Bruce Adolphe

In 2021, Oxford University Press published an expanded third edition of Adolphe's book The Mind's Ear:Exercises for Improving the Musical Imagination for Composers, Performers, and Listeners.

In 1974, he wrote music for playwright Paul Corrigan's Nancy's Tragic Period and Tan My Hide, which were performed together at La MaMa Experimental Theatre Club in the East Village of Manhattan in May 1974.

In 2009, Adolphe's one-act opera Let Freedom Sing: The Story of Marian Anderson, with a libretto by Carolivia Herron, premiered at the Atlas Theater in Washington, D.C.
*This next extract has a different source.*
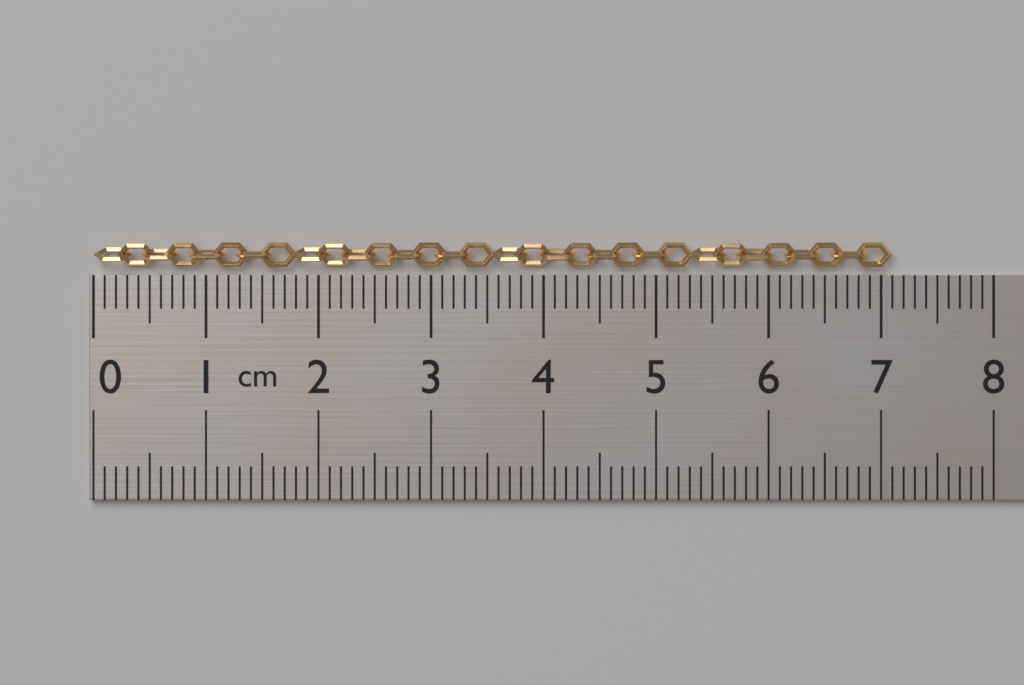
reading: 7.1 cm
Also in 2009, Adolphe's "Violin Concerto" was premiered by violinist Eugene Drucker with the Idyllwild Academy Orchestra and conducted by Peter Askim at the Redcat Theater of Disney Hall in Los Angeles.

The premiere took place at the American Museum of Natural History in New York City, and featured live interactive images that responded to the music.

However, the soundtrack is still available as a on all digital platforms, and features violinist Joshua Bell and pianist Marija Stroke, released by Sony Classical in December 2015.

In 2015, Adolphe's violin concerto "I Will Not Remain Silent", inspired by the life of Joachim Prinz, received its world premiere with the IRIS Orchestra conducted by Michael Stern and Sharon Roffman as soloist.

The latter duo also performed the work at NASA Goddard Space Center in March, 2019, at a colloquium honoring the late scientists and astronaut Piers Sellers.

These works are created primarily for The Learning Maestros, Adolphe's education company, which he co-founded with Julian Fifer, an impresario best known as founder and executive director of the Orpheus Chamber Orchestra.